AVEs are also causing problems as the advertising industry is hit.  Trying to place a value based on something that is in sharp decline is probably not a good idea.  Plunging ad rates are leading to much lower AVE figures even though the quality of coverage may be just as good.  We recently had a client who, for historical reasons, used AVEs to report to their board.  Unfortunately their AVE totals fell by over 50% despite their volume of coverage more that trebling over the same time period.

 

The following four posts will show some credible alternatives to AVEs as a way of demonstrating the ROI of PR.

 

Next: Part 3 – Cost of Reach

 

Previous: Part 1 - Introduction

 

Review of PR ROI techniques: Part 3

by PaulH 5/22/2009 11:00:00 AM

This is part three of a six part series about measuring the return on investment of public relations.

 

Cost of Reach

 

In the last post we looked at the widely used practice of advertising value equivalents.

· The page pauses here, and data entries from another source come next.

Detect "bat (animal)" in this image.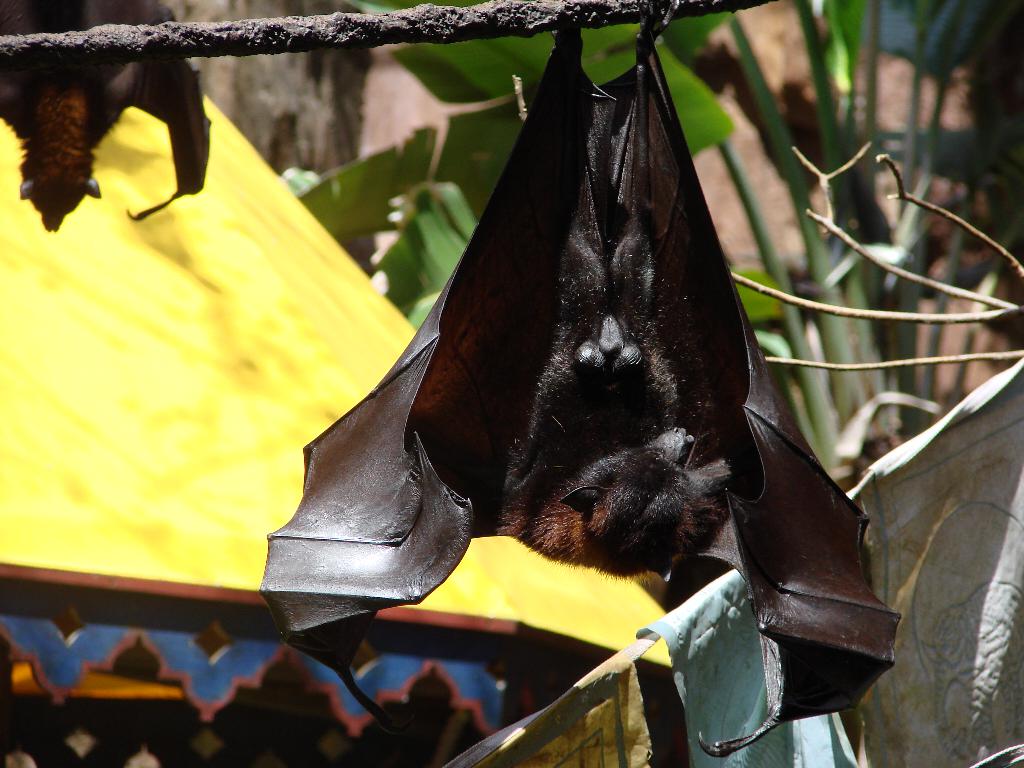
Detection: region(246, 1, 908, 762).
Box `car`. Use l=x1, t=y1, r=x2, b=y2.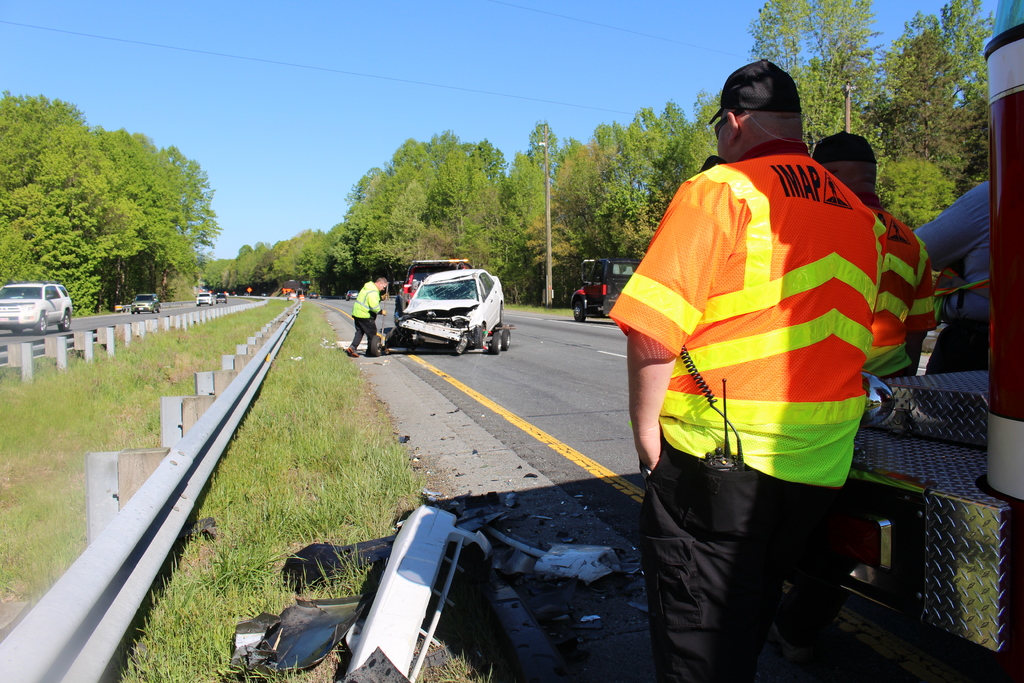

An alternative to AVEs is ‘cost of reach’ which calculates how much it has cost to reach a set number of people (ideally your target audience) with editorial coverage.  It is essentially a measure of cost effectiveness since it can be compared against other forms of marketing.

 

What is good about this method is that it is standard practice outside of PR.  For example advertising is often reported in terms of CPT or cost per thousand (with online it is often referred to as CPM).  If we can calculate the number of people that have been reached and we know the PR budget then it is relatively straightforward to work out a CPT:

 

CPT = 1,000 x ( PR Cost / Reach )

  

Here are some typical CPT figures for different activities:

 

 

Which shows just how cost effective PR is as a communications channel.  To put this into perspective it would cost less than £80 to reach everyone who attends a sell-out event at Wembly (80,000 capacity) with PR compared with a whopping £21,600 for direct mail.

  

Next: Part 4 – Market Research

 

Previous: Part 2 – Advertising Value Equivalents

 

Review of PR ROI techniques: Part 4

by PaulH 5/22/2009 10:57:00 AM

This is part four of a six part series about measuring the return on investment of PR.

 

Market Research

 

Media analysis is generally about measuring the output of PR media relations in terms of the editorial coverage that has been published.  There is a considerable ‘so-what’ factor about this because by measuring the output we are not taking into account one of the big ‘R’s of PR – has it affected out-take, are we influencing hearts and minds.

 

One of the traditional ways of measuring this is through market research and there is an obvious value to be had from linking the ‘outputs’ of media analysis with the ‘out-takes’ of market research.  Unfortunately the use of market research as a measurement tool has never really taken off in the PR industry in the same way that media analysis has.  Metrica’s latest industry research shows that twice as many PR professional use media analysis compared with market research (81% compared to 42%) and that the use of market research has actually declined over the last decade (48% used market research in 1998).

 

 

Market research can be pretty costly which in a cash-strapped world is clearly a strong inhibitor.  However the increased availability of lower cost methods such as YouGov’s internet based surveys may increase take-up.  Alternatively, by tying up with market research that is already being commissioned by the organisation, we can avoid too much drain on limited PR budgets.  The increased popularity of the Net Promoter Score approach shows that more organisations are thinking in a more joined up fashion and pooling resources together.

 

There are considerable opportunities to be leveraged from social media as an alternative to traditional market research.  Advances in both the uptake of social media and in monitoring and measurement means that it has become very cost effective to find out how large numbers of people feel without the bias associated with prompting them for an answer.  Of course a market research firm would argue that social media is in itself biased because of the self selecting sample and so in an ideal world with ideal budgets it would be best to do both.